Metosin stuff is really nice too (compojure-api, malli, reitit). And while we are at it, ztellman's aleph and manifold are sweet too.


I really like Figwheel Main (https://figwheel.org/) for live code reloading as well as a REPL for ClojureScript development.


yes! We use most of these for a pretty large enterprise webapp.

> It's a pernicious accident of history that we are taught to accept references to mutable objects as normal, inevitable, and desirable in most CS curricula. It is much easier to develop, debug, and maintain immutable data structures instead

Except for trees and graphs and the like. immutability makes working with these much more complicated.


> desirable in most CS curricula.

most of the alogrithms and datastructures that you learn in CS were developed using mutability.

I am not sure that we can even develop immutable equivalents for most of them with similar time/space complexities.

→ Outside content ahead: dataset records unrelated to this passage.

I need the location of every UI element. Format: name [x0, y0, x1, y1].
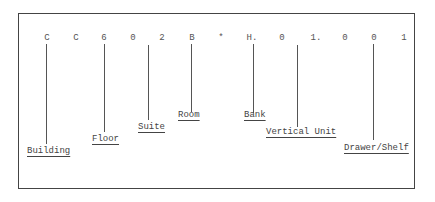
- code-char: 2: [159, 33, 164, 43]
- label-building: Building: [27, 146, 70, 156]
- code-char: *: [218, 33, 223, 43]
- code-char: 1.: [311, 33, 322, 43]
- label-suite: Suite: [138, 122, 165, 132]
- code-char: C: [73, 33, 78, 43]
- code-char: 0: [279, 33, 284, 43]
- label-floor: Floor: [92, 134, 119, 144]
- code-char: H.: [247, 33, 258, 43]
- label-drawer-shelf: Drawer/Shelf: [344, 143, 409, 153]
- code-char: 0: [371, 33, 376, 43]
- label-room: Room: [178, 110, 200, 120]
- code-char: 0: [342, 33, 347, 43]
- code-char: B: [189, 33, 194, 43]
- code-char: 6: [101, 33, 106, 43]
- leader-line-floor: [104, 44, 105, 132]
- leader-line-room: [191, 44, 192, 112]
- label-vertical-unit: Vertical Unit: [266, 127, 336, 137]
- leader-line-building: [46, 44, 47, 144]
- code-char: 1: [401, 33, 406, 43]
- leader-line-suite: [148, 45, 149, 120]
- leader-line-drawer-shelf: [373, 44, 374, 140]
- leader-line-bank: [253, 44, 254, 113]
- code-char: C: [44, 33, 49, 43]
- code-char: 0: [130, 33, 135, 43]
- leader-line-vertical-unit: [297, 45, 298, 127]
- label-bank: Bank: [244, 110, 266, 120]
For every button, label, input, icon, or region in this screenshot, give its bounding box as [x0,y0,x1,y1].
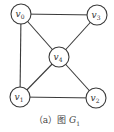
node-v3: v3 [87,5,107,25]
edge-v1-v2 [20,97,96,98]
edge-v0-v1 [20,14,21,97]
caption-graph-subscript: 1 [76,120,80,127]
node-v1: v1 [10,87,30,107]
node-v0: v0 [11,4,31,24]
graph-diagram: v0v1v2v3v4 [0,0,114,112]
caption-prefix: （a）图 [34,115,69,125]
node-v2: v2 [86,88,106,108]
figure-caption: （a）图 G1 [0,112,114,132]
node-v4: v4 [49,47,69,67]
edge-v0-v3 [21,14,97,15]
nodes-group: v0v1v2v3v4 [10,4,107,108]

Sure, and we could argue about whether mutable code is necessary at systems layers. But at application layers (i.e., the ones most developers work at), cost of development is almost always going to come before performance, and I think it's clear by now that OOP, at least insofar as it has been instantiated by Java, C#, and friends, has not delivered on its promise to simplify application development.


See also this by the same people as re-frame: https://github.com/Day8/re-frame-10x


I have to echo that Re-frame is superb!!


I'll add sente (websockets) and s3-beam (direct upload to s3 from browser) to the list.